The UNHCR does not consider Serbia a safe country for refugees, as it does not have an accepted asylum and appeals procedure. Serbia was not prepared to process even small numbers of asylum seekers three years ago and is now overwhelmed.

Care and Protection of Children

The United Nations Geneva Convention on Refugees, dated 1951 requires:

"Governments to take the necessary measures for the protection of the refugee's family especially with a view to ensuring that the unity of the refugee's family is maintained particularly in cases where the head of the family has fulfilled the necessary conditions for admission to a particular country, [and] the protection of refugees who are minors, in particular unaccompanied children and girls, with special reference to guardianship and adoption."

The asylum procedure is designed to define whether seekers are economic migrants or refugees fleeing war zones or persecution on religious or political grounds. It is also designed to determine whether people can be sent back to safe countries.
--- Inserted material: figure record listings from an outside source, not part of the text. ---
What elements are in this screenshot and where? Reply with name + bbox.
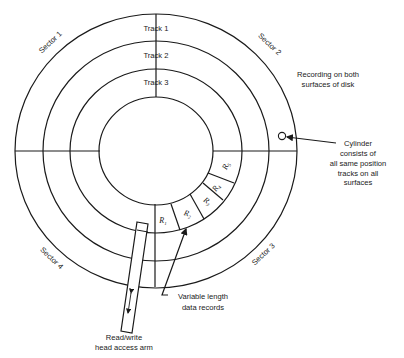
- records-annotation: data records: [182, 303, 224, 312]
- sector-label: Sector 3: [250, 241, 277, 267]
- cylinder-annotation: all same position: [330, 159, 387, 168]
- records-annotation: Variable length: [178, 292, 228, 301]
- record-label-r1: R1: [158, 216, 166, 226]
- track-label: Track 2: [143, 51, 168, 60]
- cylinder-annotation: consists of: [340, 149, 377, 158]
- record-divider-4-5: [208, 173, 234, 183]
- sector-label: Sector 2: [256, 31, 283, 57]
- track-label: Track 3: [143, 78, 168, 87]
- record-divider-2-3: [190, 194, 204, 219]
- sector-label: Sector 4: [38, 245, 65, 271]
- recording-annotation: surfaces of disk: [302, 80, 355, 89]
- cylinder-marker: [278, 132, 285, 139]
- svg-text:R5: R5: [220, 160, 233, 172]
- cylinder-annotation: surfaces: [344, 178, 373, 187]
- record-label-r3: R3: [200, 195, 213, 208]
- arm-annotation: Read/write: [106, 333, 142, 342]
- cylinder-annotation: tracks on all: [338, 169, 379, 178]
- svg-text:R2: R2: [182, 208, 193, 220]
- inner-hub: [99, 97, 213, 205]
- arm-annotation: head access arm: [95, 343, 153, 352]
- read-write-arm: [121, 222, 148, 333]
- recording-annotation: Recording on both: [297, 70, 359, 79]
- record-divider-1-2: [171, 204, 180, 230]
- svg-text:R3: R3: [200, 195, 213, 208]
- record-label-r2: R2: [182, 208, 193, 220]
- disk-diagram: Track 1 Track 2 Track 3 Sector 1 Sector …: [0, 0, 404, 358]
- svg-text:R1: R1: [158, 216, 166, 226]
- cylinder-arrow: [287, 137, 336, 143]
- cylinder-annotation: Cylinder: [344, 139, 372, 148]
- record-label-r4: R4: [210, 182, 223, 195]
- svg-text:R4: R4: [210, 182, 223, 195]
- track-label: Track 1: [143, 24, 168, 33]
- record-label-r5: R5: [220, 160, 233, 172]
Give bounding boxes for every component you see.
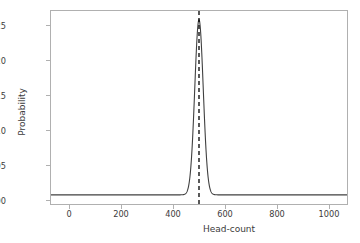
x-axis-label: Head-count	[0, 224, 360, 234]
ytick-label: 0.025	[0, 22, 6, 30]
chart-figure: 0.000 0.005 0.010 0.015 0.020 0.025 0 20…	[0, 0, 360, 243]
ytick-label: 0.005	[0, 162, 6, 170]
ytick-label: 0.000	[0, 197, 6, 205]
xtick-label: 1000	[319, 210, 340, 218]
ytick-label: 0.020	[0, 57, 6, 65]
y-axis-label: Probability	[17, 52, 27, 172]
xtick-label: 800	[269, 210, 285, 218]
ytick-label: 0.015	[0, 92, 6, 100]
x-axis-label-text: Head-count	[203, 224, 255, 234]
plot-area	[50, 10, 348, 205]
plot-canvas	[51, 11, 347, 204]
xtick-label: 0	[66, 210, 71, 218]
ytick-label: 0.010	[0, 127, 6, 135]
xtick-label: 200	[113, 210, 129, 218]
xtick-label: 400	[165, 210, 181, 218]
xtick-label: 600	[217, 210, 233, 218]
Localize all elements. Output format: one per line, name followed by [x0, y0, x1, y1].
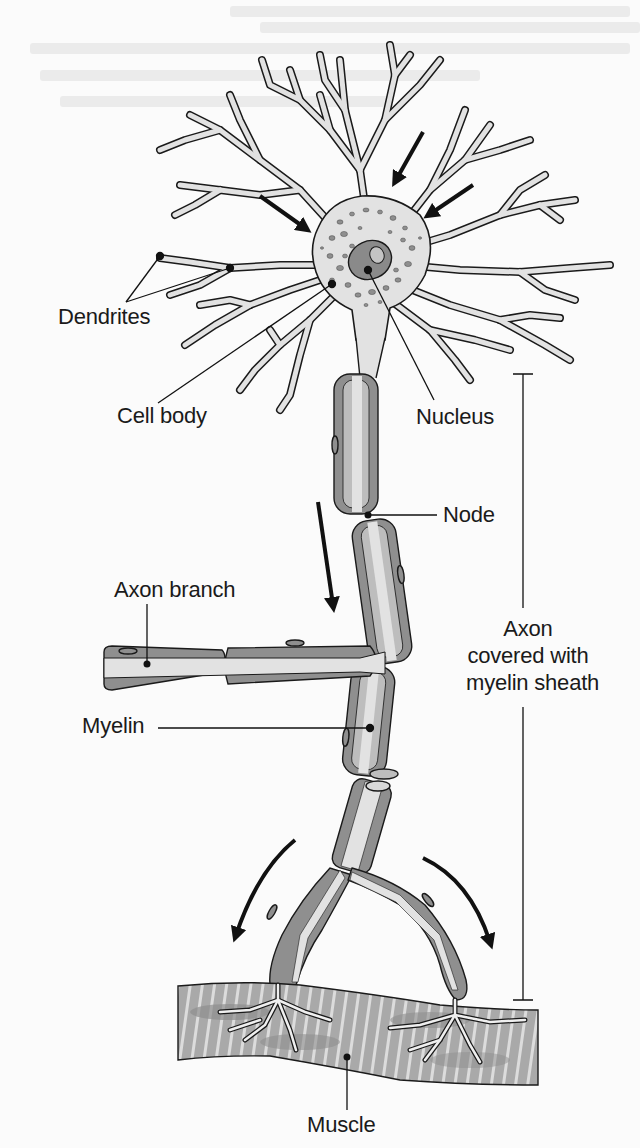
label-muscle: Muscle [307, 1112, 376, 1138]
axon-terminals [265, 868, 466, 1000]
label-axon-branch: Axon branch [114, 577, 235, 603]
label-cell-body: Cell body [117, 403, 207, 429]
neuron-diagram [0, 0, 640, 1148]
label-axon-line3: myelin sheath [466, 669, 590, 696]
label-node: Node [443, 502, 495, 528]
label-axon-line2: covered with [466, 642, 590, 669]
main-axon [330, 374, 416, 876]
label-nucleus: Nucleus [416, 404, 494, 430]
muscle-fiber [178, 983, 538, 1085]
label-axon-myelin-sheath: Axon covered with myelin sheath [466, 615, 590, 696]
label-dendrites: Dendrites [58, 304, 150, 330]
label-myelin: Myelin [82, 713, 144, 739]
label-axon-line1: Axon [466, 615, 590, 642]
The UNHCR is handing out blankets to the refugees and migrants on the Hungarian border in an effort to provide the protection it says Hungary and Serbia should be giving.

Melota Sunjic is critical of the pan-European response, which has seen deep divisions with some countries refusing to accept a distribution of refugees according to a quota system and others closing their borders completely.

"We have been urging the European Union for weeks and months now to establish safe routes for these people to be re-distributed and for all European countries to take up their responsibility," she said.